__EXERCISE PROMPT__: Reproduce the listing that follows character for character, excluding its pictures.

__DATA__:
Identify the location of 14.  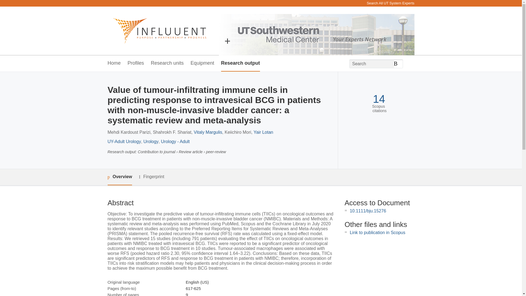
(379, 99).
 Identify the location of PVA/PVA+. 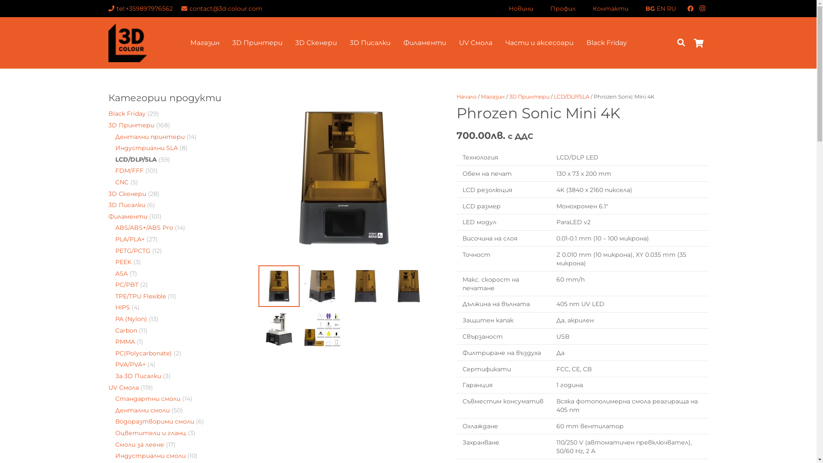
(130, 364).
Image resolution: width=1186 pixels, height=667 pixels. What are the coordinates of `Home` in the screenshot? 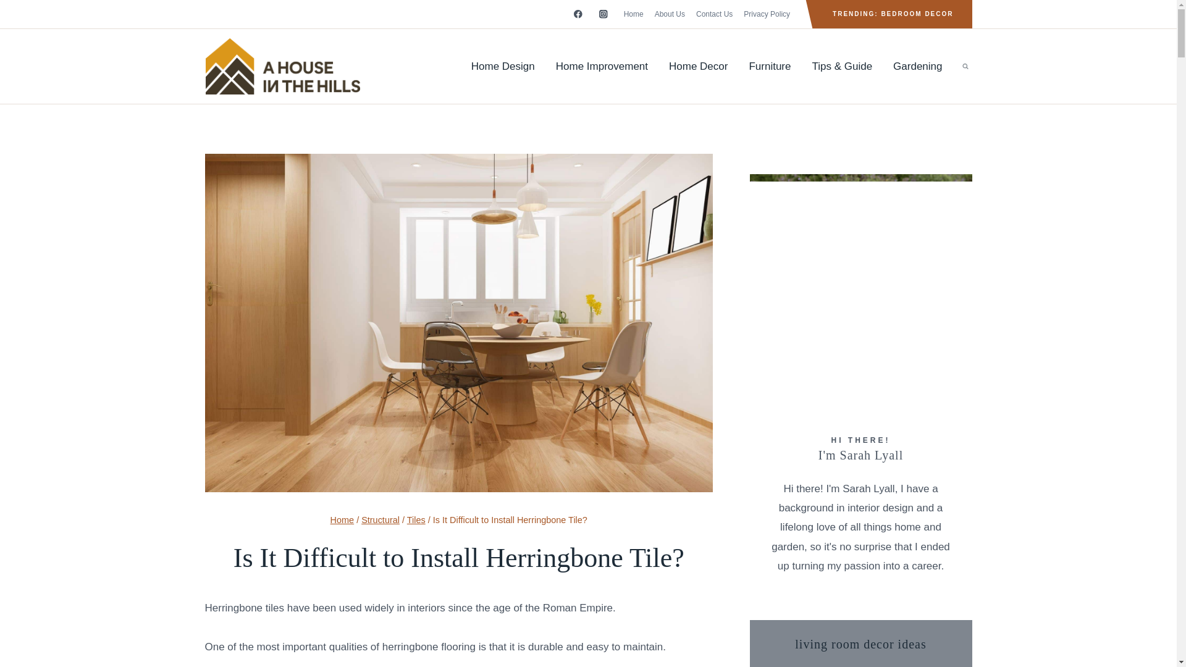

__TASK OUTPUT__:
Identify the location of 14.  
(379, 99).
 Identify the location of PVA/PVA+. 
(130, 364).
Image resolution: width=1186 pixels, height=667 pixels. What are the coordinates of `Home` in the screenshot? 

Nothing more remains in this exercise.